When the sun rose, it was never more than a white disc lost in flying sand. Satyrus had the presence of mind to order all the ropes on the foresail checked and replaced — the sand was wearing the lines.
‘Cheat west, if you feel you can steer to port at all,’ Satyrus said to the helmsman when there was light. The sand was everywhere. There were little drifts of sand in the bilges, and in his mouth. So much to worry about, and now he could add the worry that they might run right on Cyprus and he’d never know.
Midday — he guessed — and the rain hit. It hit them like a fist, and a squall tore overhead, ripping the foresail clear off the pole and out into the sea, heeling them over so far that men fell off their benches.
But Poseidon accepted their sacrifices and let them go, and they got the ship righted and wrestled another scrap of canvas onto the foremast and sailed on at the same nightmare pace into a second night. They were so short on water now that Diokles was sending wine around instead. That wouldn’t last long, and the sand made it worse. They got some water from the rain and drank it all, men laying their chitons out on deck, standing naked in the rain and dark, wringing the clothes nearly dry into their mouths, drinking three-day-old sweat, blood, urine and salt as well as water.
The second dawn: for most of them, their fourth at sea without a rest, and this for rowers who were used to beaching every night to cook the
ir food. The oarsmen were so hungry they could barely speak, and so dry that when they did open their mouths very little came out.
Noon on the second day, and the wind began to develop fits and flaws and Satyrus thought it might be blowing itself out. The sand was gone from the air — blessed relief — and men emerged from their head wrappings to stare at the sun on a windblown sea. But the sea wasn’t finished with them yet, and in late afternoon the wind changed direction, turning back from south to north, grew colder and Satyrus put the oarsmen to their oars and turned the ship about again, guessing that he was three hundred stades south-south-west of Rhodes — which was now in the eye of the wind. It might have been funny if he hadn’t been so tired.
He was so tired he didn’t even notice when he pissed over the side and it was yellow-brown rather than red.

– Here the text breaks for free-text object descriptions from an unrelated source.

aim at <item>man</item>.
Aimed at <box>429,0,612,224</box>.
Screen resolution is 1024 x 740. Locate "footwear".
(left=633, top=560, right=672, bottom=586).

Helios did, however, and they laughed together like boys. Of such things are triumph made, when you are in your third day of a storm after a day of battle.
But they made it through the night alive, although there were oarsmen who were beginning to feel the hunger in ugly ways, and Diokles put marines at the ladders just in case.

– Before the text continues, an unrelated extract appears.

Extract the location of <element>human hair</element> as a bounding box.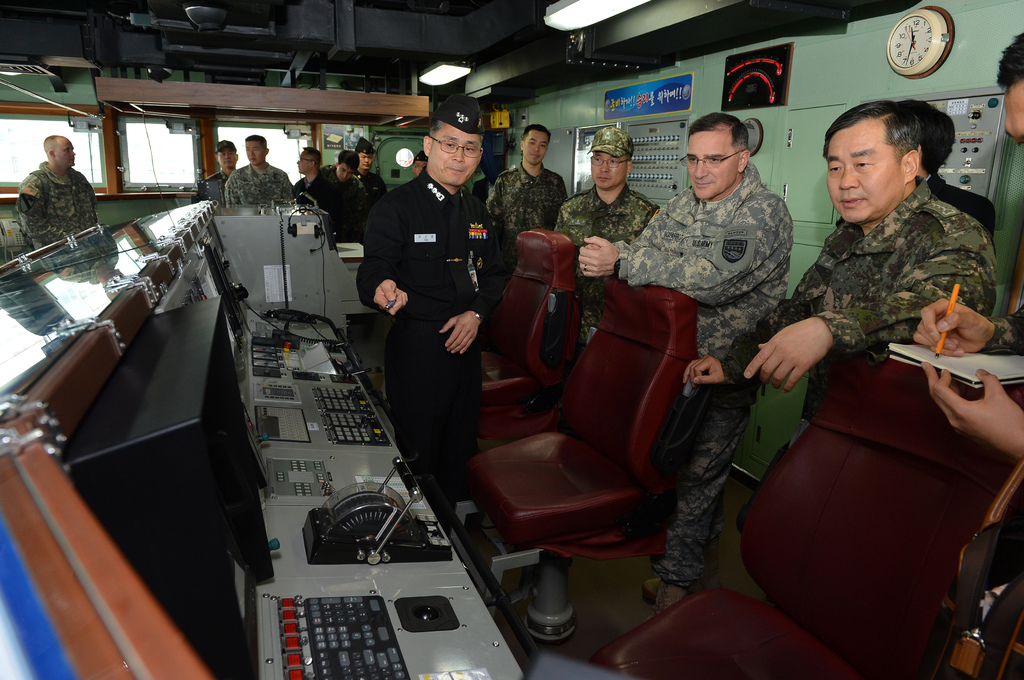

Satyrus had the steering oars — Oinoe was tragically lacking in officers, having sent her best into Atlantae. At present, that looked like a poor decision, as they hadn’t seen another ship in three days.
But an hour later, Satyrus saw Arete running south with mainsail and foresail set, ten stades off their starboard side, and he yelled and men cheered. Arete steered close and fell in under their stern.
Just at full dark, they found Atlantae and Plataea rowing patiently into the wind. As soon as they saw who they’d found, the other two ships abandoned rowing, turned and raised their sails. The wind was dwindling to a comfortable roar, and Satyrus guessed his location, put his helm down and ordered the mainmast raised and the mainsail set.
Dawn found all four running fast, the wind dead astern. Noon revealed Troy dismasted, wallowing in the waves but still afloat, and Satyrus put marines into her — there had been trouble — and Plataea emptied her stores for yards to rig a makeshift foresail mast.